With Anti-Semitism on the Rise, the Jewishness of ‘The Marvelous Mrs. Maisel’ Is a Marvel (Guest Blog)

Judaism infuses every frame, every hallah-day, every summer in the Catskills

Marvelous Mrs Maisel
Amazon

If the cast and crew of “The Marvelous Mrs. Maisel” take home a Golden Globe on Sunday, it will obviously be great for Amazon Studios, the performers and creator Amy Sherman-Palladino. But at this moment in time, it’s also great for those of the Jewish faith. And perhaps even necessary.

Anti-Semitism is, once again, rearing its ugly head around the world: A gunman killed 11 people and injured seven others during a Shabbat service last October at a Pittsburgh synagogue. The Cleveland Clinic fired a resident after she made anti-Semitic comments on social media and threatened to give Jewish people “the wrong meds.” And according to the New York Times, even the Women’s March movement has become embroiled over accusations of anti-Semitism by some of its organizers.

Hollywood figures have not been immune. Hate-filled graffiti (“Kill All Jews”) forced Ilana Glazer, one of the stars of Comedy Central’s “Broad City,” to cancel a midterm election event at a Brooklyn synagogue.

Amid all this, much of America is falling in love with a brash Jewish woman who, against all odds, follows her dream of being a standup comic. Midge Maisel is neither your typical Jewish mother (though she has one) nor the Jewish princess she often mocks on stage. (When a heckler tells her to go home and clean her kitchen, Midge responds, “I pay someone to do that.”)

While the series may not explicitly be about religion, and places itself in the late 1950s, Judaism infuses every frame, every hallah-day, every summer in the Catskills. This past season, Midge had to decide between staying at a Yom Kippur dinner with her family or sneaking off to a gig. (She did the gig.) And amazingly, the series not only feels funny and fresh, but #MeToo current. Here, after all, is a sharp-tongued woman finding her self-confidence, staying true to herself and standing up to the men in her life.

The show isn’t the only one to grapple with the Jewish faith. ABC has the ’80s-set sitcom “The Goldbergs” and Amazon provided a televised home to the Pfefferman clan for four seasons on “Transparent.” Yet it’s worth remembering that there was a time when, aside from comedians like Milton Berle, and, later, many Holocaust-themed movies of the week, few networks dared to go too Semitic.

Lynne Littman, who won an Oscar for her 1976 short “Number Our Days,” about a group of elderly Jews living in Venice, Calif., recalled that when she was approached by a network to adapt it into a series one executive asked, “But do they have to be Jewish?”

The same year that “Seinfeld” debuted in 1989, “Anything But Love” creator Wendy Kout said she pitched her pilot to an NBC executive (also Jewish, by the way) who explicitly told her the lead male character couldn’t be named Marty Gold.

“He told me, ‘They [the audience] don’t like us out there,’” Kout recalled. “I told him, ‘Well, maybe if there were more of us in their living rooms, they’d learn to love us.’” She refused to make the change, NBC passed on the series and ABC picked it up right away — with Richard Lewis cast as Marty Gold.

“I have always loved well-crafted, non-stereotypical sitcoms featuring actors from every race and religion,” said Lewis, who later became a regular on Larry David’s “Curb Your Enthusiasm.” “When I was co-starring with Ms. [Jamie Lee] Curtis in ‘Anything but Love,’ I never held back my Jewishness. In fact, I figured if King Solomon could marry an Egyptian, I could be allowed to make love to a brilliant, beautiful Gentile.”

Leslie Bennetts, author of the 2016 Joan Rivers biography “Last Girl Before Freeway,” credits “Mrs. Maisel” for a recent uptick in sales — and indeed there are many parallels between the fictional Mrs. Maisel and the barrier-breaking comic who emerged at roughly the same time. “Jewishness was one of [Joan’s] most important formative experiences, and it never left her,” Bennetts said.

There are other signs of hope. This week’s newly crowned Rose Parade Queen, Louise Siskel, shared that she was said proud to be Jewish. “I feel an additional responsibility to myself, and to this tradition, to share that I am bisexual,” she added.

All those Midge Maisels, standing up for themselves in 2019, must be kvelling.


### What you need to do
Make a verbatim transcription of the records, without the pictures.

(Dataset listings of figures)
=-=-=
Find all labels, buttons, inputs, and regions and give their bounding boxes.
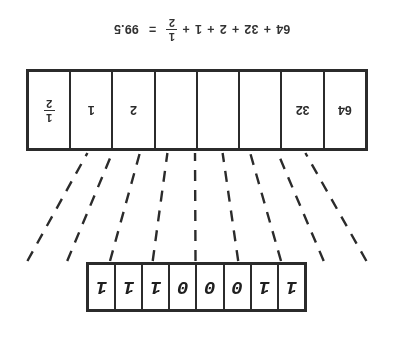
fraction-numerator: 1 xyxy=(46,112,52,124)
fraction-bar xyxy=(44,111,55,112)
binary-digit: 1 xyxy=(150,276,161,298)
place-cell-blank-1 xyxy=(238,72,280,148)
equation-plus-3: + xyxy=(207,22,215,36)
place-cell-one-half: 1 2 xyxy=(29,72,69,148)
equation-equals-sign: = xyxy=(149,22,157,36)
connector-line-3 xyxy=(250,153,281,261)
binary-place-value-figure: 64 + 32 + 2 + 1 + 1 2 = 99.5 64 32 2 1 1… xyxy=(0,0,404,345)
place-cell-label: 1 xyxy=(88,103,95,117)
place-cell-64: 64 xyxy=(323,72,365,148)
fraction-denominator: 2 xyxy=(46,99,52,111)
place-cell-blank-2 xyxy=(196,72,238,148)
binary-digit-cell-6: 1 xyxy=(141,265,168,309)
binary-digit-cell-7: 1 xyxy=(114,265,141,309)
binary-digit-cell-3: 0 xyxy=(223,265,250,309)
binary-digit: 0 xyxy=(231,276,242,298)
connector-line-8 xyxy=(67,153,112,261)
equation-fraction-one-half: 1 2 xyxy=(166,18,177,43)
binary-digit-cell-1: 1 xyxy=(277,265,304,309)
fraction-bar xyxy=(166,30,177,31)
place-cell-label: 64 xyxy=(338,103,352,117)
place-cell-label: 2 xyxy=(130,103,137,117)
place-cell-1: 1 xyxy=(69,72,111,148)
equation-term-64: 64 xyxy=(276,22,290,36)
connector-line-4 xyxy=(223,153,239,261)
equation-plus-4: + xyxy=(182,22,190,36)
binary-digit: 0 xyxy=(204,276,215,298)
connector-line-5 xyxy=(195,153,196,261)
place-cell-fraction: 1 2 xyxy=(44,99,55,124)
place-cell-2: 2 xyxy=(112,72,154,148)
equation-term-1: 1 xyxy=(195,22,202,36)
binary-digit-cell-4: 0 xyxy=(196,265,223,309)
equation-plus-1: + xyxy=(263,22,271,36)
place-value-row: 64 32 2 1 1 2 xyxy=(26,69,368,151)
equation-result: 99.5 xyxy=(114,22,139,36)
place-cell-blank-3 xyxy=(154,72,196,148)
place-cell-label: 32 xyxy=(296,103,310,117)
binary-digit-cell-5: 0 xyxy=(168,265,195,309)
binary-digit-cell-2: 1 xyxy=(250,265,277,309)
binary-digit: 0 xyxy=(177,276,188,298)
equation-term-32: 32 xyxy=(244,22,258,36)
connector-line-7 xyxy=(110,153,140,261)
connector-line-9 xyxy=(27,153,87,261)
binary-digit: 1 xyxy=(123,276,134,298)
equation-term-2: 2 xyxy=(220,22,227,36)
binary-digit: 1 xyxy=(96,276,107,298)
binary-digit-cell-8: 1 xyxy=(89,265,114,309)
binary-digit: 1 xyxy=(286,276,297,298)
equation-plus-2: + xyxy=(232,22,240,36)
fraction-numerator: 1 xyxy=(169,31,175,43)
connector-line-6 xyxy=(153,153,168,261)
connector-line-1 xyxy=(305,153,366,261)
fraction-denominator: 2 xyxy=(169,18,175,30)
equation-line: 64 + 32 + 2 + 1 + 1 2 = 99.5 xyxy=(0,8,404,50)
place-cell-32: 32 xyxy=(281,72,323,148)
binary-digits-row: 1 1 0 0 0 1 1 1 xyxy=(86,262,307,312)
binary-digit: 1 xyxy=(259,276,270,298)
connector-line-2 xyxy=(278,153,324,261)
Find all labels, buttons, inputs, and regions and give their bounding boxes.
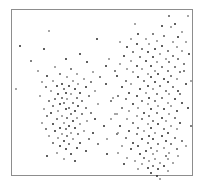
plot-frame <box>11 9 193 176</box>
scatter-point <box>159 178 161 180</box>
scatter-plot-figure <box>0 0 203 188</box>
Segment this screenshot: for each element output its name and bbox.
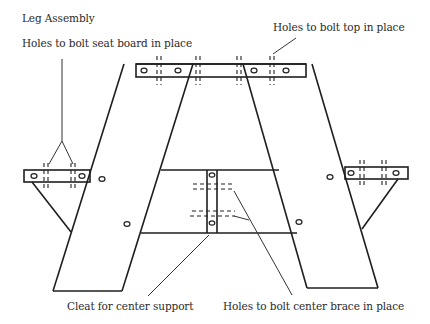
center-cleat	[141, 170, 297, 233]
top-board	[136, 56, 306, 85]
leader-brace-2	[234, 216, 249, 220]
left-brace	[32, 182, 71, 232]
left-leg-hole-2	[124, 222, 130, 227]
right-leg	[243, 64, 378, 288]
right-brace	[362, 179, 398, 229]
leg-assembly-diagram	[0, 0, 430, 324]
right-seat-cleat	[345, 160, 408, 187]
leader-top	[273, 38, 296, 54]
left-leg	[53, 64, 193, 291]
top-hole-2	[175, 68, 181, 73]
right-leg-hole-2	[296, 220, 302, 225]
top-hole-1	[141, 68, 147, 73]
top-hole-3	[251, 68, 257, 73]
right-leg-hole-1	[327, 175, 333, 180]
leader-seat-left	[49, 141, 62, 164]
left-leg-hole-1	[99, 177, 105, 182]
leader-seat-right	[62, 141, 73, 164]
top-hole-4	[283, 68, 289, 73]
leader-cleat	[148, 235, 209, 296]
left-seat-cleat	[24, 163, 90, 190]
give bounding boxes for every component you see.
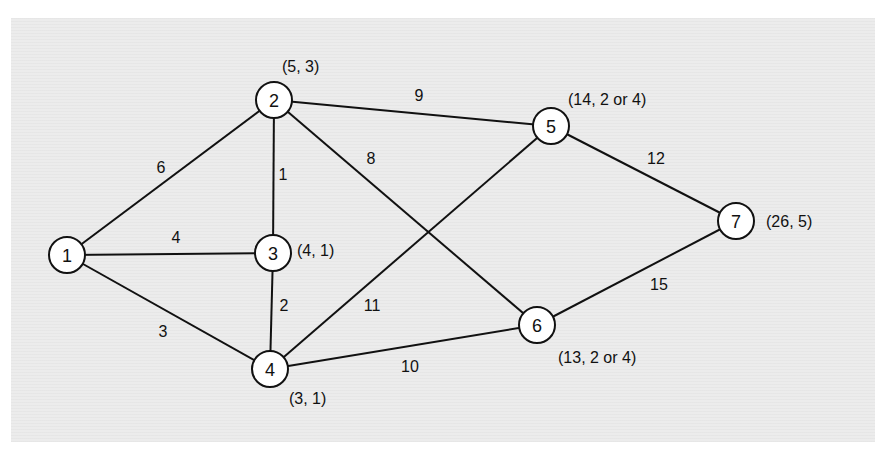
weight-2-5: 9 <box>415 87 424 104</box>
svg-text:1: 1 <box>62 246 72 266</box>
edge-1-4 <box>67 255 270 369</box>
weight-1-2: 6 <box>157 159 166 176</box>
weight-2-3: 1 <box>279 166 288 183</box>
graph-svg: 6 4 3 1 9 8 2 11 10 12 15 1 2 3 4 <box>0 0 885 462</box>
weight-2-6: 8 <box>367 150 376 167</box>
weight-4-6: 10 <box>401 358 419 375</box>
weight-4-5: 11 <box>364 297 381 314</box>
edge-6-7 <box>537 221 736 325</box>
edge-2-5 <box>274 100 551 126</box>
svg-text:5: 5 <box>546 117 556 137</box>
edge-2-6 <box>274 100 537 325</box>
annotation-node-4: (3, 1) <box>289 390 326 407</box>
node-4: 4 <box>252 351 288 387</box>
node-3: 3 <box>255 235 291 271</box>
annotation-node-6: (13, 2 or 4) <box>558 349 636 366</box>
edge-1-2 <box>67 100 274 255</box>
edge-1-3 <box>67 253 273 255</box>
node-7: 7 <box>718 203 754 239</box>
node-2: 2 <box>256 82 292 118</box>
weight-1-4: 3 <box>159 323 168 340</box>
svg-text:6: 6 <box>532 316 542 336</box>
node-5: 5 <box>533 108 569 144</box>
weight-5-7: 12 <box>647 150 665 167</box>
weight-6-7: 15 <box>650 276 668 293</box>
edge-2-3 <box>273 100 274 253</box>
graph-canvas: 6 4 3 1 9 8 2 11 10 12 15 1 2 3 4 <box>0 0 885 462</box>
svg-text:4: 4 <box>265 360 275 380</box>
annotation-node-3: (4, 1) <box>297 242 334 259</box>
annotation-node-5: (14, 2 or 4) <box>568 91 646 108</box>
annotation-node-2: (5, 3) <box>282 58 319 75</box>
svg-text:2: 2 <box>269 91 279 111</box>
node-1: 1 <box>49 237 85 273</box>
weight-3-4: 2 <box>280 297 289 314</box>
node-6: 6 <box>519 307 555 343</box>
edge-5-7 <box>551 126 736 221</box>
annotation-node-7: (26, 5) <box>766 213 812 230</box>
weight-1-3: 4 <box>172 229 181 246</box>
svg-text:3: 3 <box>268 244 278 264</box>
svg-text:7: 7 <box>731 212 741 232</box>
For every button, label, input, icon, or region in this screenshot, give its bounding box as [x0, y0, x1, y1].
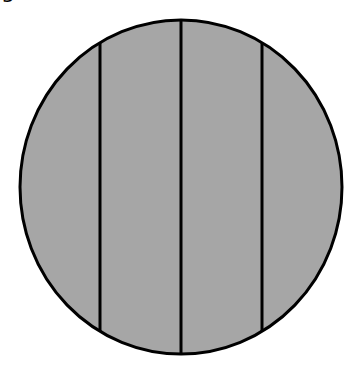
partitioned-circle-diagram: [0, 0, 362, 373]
=-=-=
### Written response
Find all labels, buttons, inputs, and regions and give their bounding boxes.
fraction-numerator: 1 xyxy=(46,112,52,124)
fraction-bar xyxy=(44,111,55,112)
binary-digit: 1 xyxy=(150,276,161,298)
place-cell-blank-1 xyxy=(238,72,280,148)
equation-plus-3: + xyxy=(207,22,215,36)
place-cell-one-half: 1 2 xyxy=(29,72,69,148)
equation-equals-sign: = xyxy=(149,22,157,36)
connector-line-3 xyxy=(250,153,281,261)
binary-place-value-figure: 64 + 32 + 2 + 1 + 1 2 = 99.5 64 32 2 1 1… xyxy=(0,0,404,345)
place-cell-label: 1 xyxy=(88,103,95,117)
place-cell-64: 64 xyxy=(323,72,365,148)
fraction-denominator: 2 xyxy=(46,99,52,111)
place-cell-blank-2 xyxy=(196,72,238,148)
binary-digit-cell-6: 1 xyxy=(141,265,168,309)
binary-digit-cell-7: 1 xyxy=(114,265,141,309)
binary-digit-cell-3: 0 xyxy=(223,265,250,309)
binary-digit: 0 xyxy=(231,276,242,298)
connector-line-8 xyxy=(67,153,112,261)
equation-fraction-one-half: 1 2 xyxy=(166,18,177,43)
binary-digit-cell-1: 1 xyxy=(277,265,304,309)
fraction-bar xyxy=(166,30,177,31)
place-cell-label: 64 xyxy=(338,103,352,117)
place-cell-label: 2 xyxy=(130,103,137,117)
place-cell-1: 1 xyxy=(69,72,111,148)
equation-term-64: 64 xyxy=(276,22,290,36)
connector-line-4 xyxy=(223,153,239,261)
equation-plus-4: + xyxy=(182,22,190,36)
binary-digit: 0 xyxy=(204,276,215,298)
connector-line-5 xyxy=(195,153,196,261)
place-cell-fraction: 1 2 xyxy=(44,99,55,124)
place-cell-2: 2 xyxy=(112,72,154,148)
equation-term-1: 1 xyxy=(195,22,202,36)
binary-digit-cell-4: 0 xyxy=(196,265,223,309)
equation-plus-1: + xyxy=(263,22,271,36)
place-value-row: 64 32 2 1 1 2 xyxy=(26,69,368,151)
equation-result: 99.5 xyxy=(114,22,139,36)
place-cell-blank-3 xyxy=(154,72,196,148)
place-cell-label: 32 xyxy=(296,103,310,117)
binary-digit-cell-5: 0 xyxy=(168,265,195,309)
binary-digit-cell-2: 1 xyxy=(250,265,277,309)
binary-digit: 0 xyxy=(177,276,188,298)
equation-term-32: 32 xyxy=(244,22,258,36)
connector-line-7 xyxy=(110,153,140,261)
connector-line-9 xyxy=(27,153,87,261)
binary-digit: 1 xyxy=(123,276,134,298)
equation-term-2: 2 xyxy=(220,22,227,36)
binary-digit: 1 xyxy=(96,276,107,298)
binary-digit-cell-8: 1 xyxy=(89,265,114,309)
binary-digit: 1 xyxy=(286,276,297,298)
equation-plus-2: + xyxy=(232,22,240,36)
fraction-numerator: 1 xyxy=(169,31,175,43)
connector-line-6 xyxy=(153,153,168,261)
connector-line-1 xyxy=(305,153,366,261)
fraction-denominator: 2 xyxy=(169,18,175,30)
equation-line: 64 + 32 + 2 + 1 + 1 2 = 99.5 xyxy=(0,8,404,50)
place-cell-32: 32 xyxy=(281,72,323,148)
binary-digits-row: 1 1 0 0 0 1 1 1 xyxy=(86,262,307,312)
binary-digit: 1 xyxy=(259,276,270,298)
connector-line-2 xyxy=(278,153,324,261)
Find all labels, buttons, inputs, and regions and give their bounding boxes.
plot-frame <box>11 9 193 176</box>
scatter-point <box>159 178 161 180</box>
scatter-plot-figure <box>0 0 203 188</box>
Segment this screenshot: for each element output its name and bbox.
center-cleat	[141, 170, 297, 233]
top-board	[136, 56, 306, 85]
leader-brace-2	[234, 216, 249, 220]
left-brace	[32, 182, 71, 232]
left-leg-hole-2	[124, 222, 130, 227]
right-leg	[243, 64, 378, 288]
right-brace	[362, 179, 398, 229]
leg-assembly-diagram	[0, 0, 430, 324]
right-seat-cleat	[345, 160, 408, 187]
leader-top	[273, 38, 296, 54]
left-leg	[53, 64, 193, 291]
top-hole-2	[175, 68, 181, 73]
right-leg-hole-2	[296, 220, 302, 225]
top-hole-1	[141, 68, 147, 73]
top-hole-3	[251, 68, 257, 73]
right-leg-hole-1	[327, 175, 333, 180]
leader-seat-left	[49, 141, 62, 164]
left-leg-hole-1	[99, 177, 105, 182]
leader-seat-right	[62, 141, 73, 164]
top-hole-4	[283, 68, 289, 73]
leader-cleat	[148, 235, 209, 296]
left-seat-cleat	[24, 163, 90, 190]
give bounding boxes for every component you see.
weight-2-5: 9 <box>415 87 424 104</box>
svg-text:1: 1 <box>62 246 72 266</box>
edge-1-4 <box>67 255 270 369</box>
weight-1-2: 6 <box>157 159 166 176</box>
weight-2-3: 1 <box>279 166 288 183</box>
graph-svg: 6 4 3 1 9 8 2 11 10 12 15 1 2 3 4 <box>0 0 885 462</box>
weight-2-6: 8 <box>367 150 376 167</box>
weight-4-6: 10 <box>401 358 419 375</box>
weight-4-5: 11 <box>364 297 381 314</box>
edge-6-7 <box>537 221 736 325</box>
edge-2-5 <box>274 100 551 126</box>
svg-text:5: 5 <box>546 117 556 137</box>
edge-2-6 <box>274 100 537 325</box>
annotation-node-4: (3, 1) <box>289 390 326 407</box>
node-4: 4 <box>252 351 288 387</box>
node-3: 3 <box>255 235 291 271</box>
annotation-node-6: (13, 2 or 4) <box>558 349 636 366</box>
edge-1-2 <box>67 100 274 255</box>
edge-1-3 <box>67 253 273 255</box>
node-7: 7 <box>718 203 754 239</box>
node-2: 2 <box>256 82 292 118</box>
weight-1-4: 3 <box>159 323 168 340</box>
svg-text:6: 6 <box>532 316 542 336</box>
node-5: 5 <box>533 108 569 144</box>
weight-5-7: 12 <box>647 150 665 167</box>
weight-6-7: 15 <box>650 276 668 293</box>
edge-2-3 <box>273 100 274 253</box>
graph-canvas: 6 4 3 1 9 8 2 11 10 12 15 1 2 3 4 <box>0 0 885 462</box>
svg-text:4: 4 <box>265 360 275 380</box>
annotation-node-3: (4, 1) <box>297 242 334 259</box>
annotation-node-5: (14, 2 or 4) <box>568 91 646 108</box>
annotation-node-2: (5, 3) <box>282 58 319 75</box>
svg-text:2: 2 <box>269 91 279 111</box>
node-1: 1 <box>49 237 85 273</box>
weight-3-4: 2 <box>280 297 289 314</box>
node-6: 6 <box>519 307 555 343</box>
edge-5-7 <box>551 126 736 221</box>
annotation-node-7: (26, 5) <box>766 213 812 230</box>
weight-1-3: 4 <box>172 229 181 246</box>
svg-text:3: 3 <box>268 244 278 264</box>
svg-text:7: 7 <box>731 212 741 232</box>
For every button, label, input, icon, or region in this screenshot, give its bounding box as [x0, y0, x1, y1].
partitioned-circle-diagram: [0, 0, 362, 373]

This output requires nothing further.